Vilnius presentation of the new book by Dr. Richard Freund, the Maurice Greenberg Professor of Jewish History at the University of Hartford in Connecticut: The Archaeology of the Holocaust: Vilna, Rhodes, and Escape Tunnels.
Click to read more about the book
Exhibition of Photographs by Vincent Giordano.
The photographs are part of a multi-media archive, created by Giordano, who died in 2010, that was sponsored by International Survey of Jewish Monuments and in 2019 will find a new home at the Hellenic American Project and Special Collections at the Library of Queens College, New York.
Giordano’s photographs document two related communities of Greek Romaniote Jews – in Ioannina, in northwestern Greece and on Broome Street on New York’s Lower East Side.
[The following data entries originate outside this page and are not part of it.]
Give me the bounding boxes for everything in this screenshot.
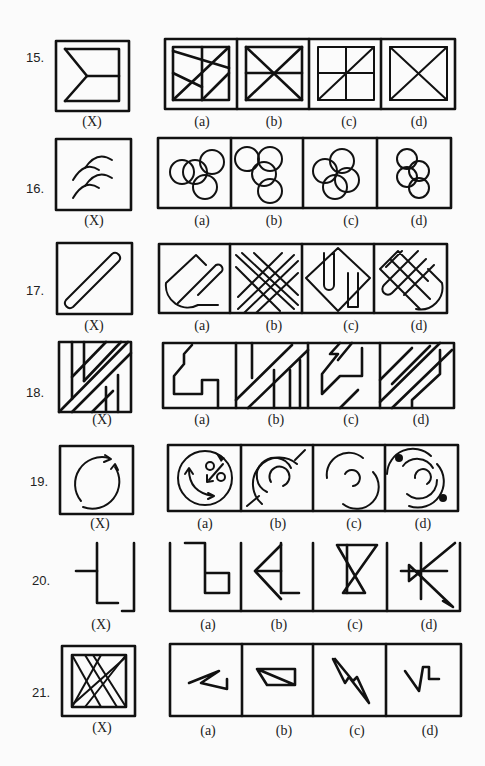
option-label-a: (a): [182, 412, 222, 428]
option-label-a: (a): [182, 213, 222, 229]
option-label-d: (d): [399, 114, 439, 130]
option-label-d: (d): [403, 516, 443, 532]
option-label-b: (b): [254, 318, 294, 334]
option-label-a: (a): [185, 516, 225, 532]
option-label-a: (a): [182, 318, 222, 334]
option-label-d: (d): [399, 213, 439, 229]
question-number: 19.: [30, 474, 48, 489]
option-label-b: (b): [256, 412, 296, 428]
option-label-b: (b): [259, 617, 299, 633]
answer-options-strip: [158, 243, 448, 315]
option-label-c: (c): [331, 412, 371, 428]
question-figure-x: [55, 138, 132, 211]
figure-label-x: (X): [82, 412, 122, 428]
option-label-c: (c): [329, 114, 369, 130]
option-label-c: (c): [337, 723, 377, 739]
answer-options-strip: [169, 541, 461, 613]
option-label-c: (c): [335, 617, 375, 633]
question-number: 18.: [26, 385, 44, 400]
figure-label-x: (X): [74, 318, 114, 334]
option-label-d: (d): [409, 617, 449, 633]
question-number: 17.: [26, 283, 44, 298]
question-figure-x: [56, 242, 133, 315]
question-figure-x: [60, 541, 136, 615]
option-label-a: (a): [188, 617, 228, 633]
figure-label-x: (X): [74, 213, 114, 229]
option-label-c: (c): [334, 516, 374, 532]
figure-label-x: (X): [80, 516, 120, 532]
option-label-c: (c): [331, 318, 371, 334]
figure-label-x: (X): [82, 720, 122, 736]
question-figure-x: [55, 40, 130, 112]
question-figure-x: [61, 645, 136, 717]
figure-label-x: (X): [72, 114, 112, 130]
option-label-b: (b): [254, 114, 294, 130]
option-label-b: (b): [258, 516, 298, 532]
option-label-b: (b): [264, 723, 304, 739]
question-number: 16.: [26, 181, 44, 196]
answer-options-strip: [167, 444, 459, 514]
answer-options-strip: [164, 38, 456, 110]
answer-options-strip: [162, 340, 455, 410]
option-label-a: (a): [188, 723, 228, 739]
option-label-c: (c): [331, 213, 371, 229]
question-figure-x: [58, 341, 132, 413]
question-number: 15.: [26, 50, 44, 65]
answer-options-strip: [157, 137, 452, 209]
answer-options-strip: [169, 643, 462, 717]
option-label-d: (d): [401, 412, 441, 428]
option-label-a: (a): [182, 114, 222, 130]
option-label-d: (d): [410, 723, 450, 739]
figure-label-x: (X): [81, 617, 121, 633]
question-figure-x: [59, 445, 134, 515]
option-label-b: (b): [254, 213, 294, 229]
question-number: 20.: [32, 573, 50, 588]
option-label-d: (d): [399, 318, 439, 334]
question-number: 21.: [32, 685, 50, 700]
Romaniote Jews trace their religious and cultural heritage to the Judaism of the ancient Greco-Roman world two-thousand years ago, and these two tiny congregations are among the few remaining to follow these traditions. Romaniotes have their own liturgy and cultural traditions, as well as their own language, a dialect of Greek that combines words and phrases from Hebrew and Turkish. This luminous black and white photo essay includes a poignant exploration of liturgy and ritual, conveying how people engage with religious space and carry on their time-honored sacred traditions.
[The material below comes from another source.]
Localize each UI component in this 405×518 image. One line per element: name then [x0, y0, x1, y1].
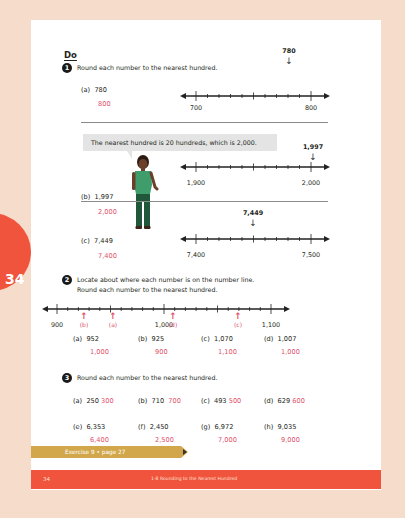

The exhibition will open on Thursday, September 19th , 2019 at 6:00 p.m. it will continue through October 3rd, 2019.
A panel discussion by experts will take place at the Consulate on Wednesday, September 25th, 2019 at 6:00 p.m.
The opening of a photo exhibition by Rudolf Klein that presents a brief survey of synagogues converted into museums and galleries in Hungary, Austria, Bosnia‐Herzegovina, Czech Republic, Poland, Romania, Serbia and Slovakia. The exhibit runs until January 16, 2020.
The opening includes talks (in English) by Klein, Polish researcher Natalia Romik, and Professor Thomas Gergely.
Prior registration is required. Click here
The event is organized in collaboration with the Great Synagogue of Europe, the Balassi Institute, the Polish Institute and the Austrian Cultural Forum.
Online lecture by Leon Saltiel on his research on the destruction of the Jewish cemetery of Thessaloniki (Salonika), Greece.
The lecture is sponsored by the @UCLA Stavros Niarchos Foundation Center.
Inauguration of the restored synagogue on the island of Kos.
A new Ark and Bimah and other interior furnishings have been installed and — after decades out of its original use — the building will be rededicated as an active house of Jewish worship.
The Kos synagogue was built in the mid-1930s to replace an older synagogue that was destroyed in an earthquake in April 1933. It was abandoned after the near-total destruction of the circa 120 member Jewish community during the Holocaust, and then was purchased by the Municipality around 1984 and used as a local cultural centre.
Presenting a selection of nearly 150 pieces from various sources, this photographic exhibition recreates the history of Salonika (today Thessaloniki) Greece from the second half of the 19th century to the end of the First World War. Men and women are captured in their traditional costumes: modest artisans, porters, traders, members of the local “aristocracy;” society is revealed. Urban modernization is also shown: the quays and the White Tower, cafes, restaurants and entertainment venues; the Countryside sector where the notables established their residence; deprived areas, where emerging industries were established.
But also, in the now Greek city, the great fire of August 1917, an authentic trauma for the Jews who saw their historic neighborhoods, the municipal archives and more than thirty synagogues swept away by the flames, before the geopolitical upheavals caused by the First War worldwide.
The International Conference on Cemetery Studies, organized by the Harokopio University in collaboration with the University of York, will take place from 18 to 20 April 2024 at the Harokopio University in Athens, Greece.
The event will bring together a wide spread of academics, presenting their latest research findings concerning various aspects of cemeteries (end of 18th century onwards), including history, art and culture, anthropology, geography, social studies, and cemetery tourism.
The conference fee is 30 euros (15 euros for doctoral students). The fee includes a light lunch, refreshments, and a guided tour in the historical cemetery of Athens.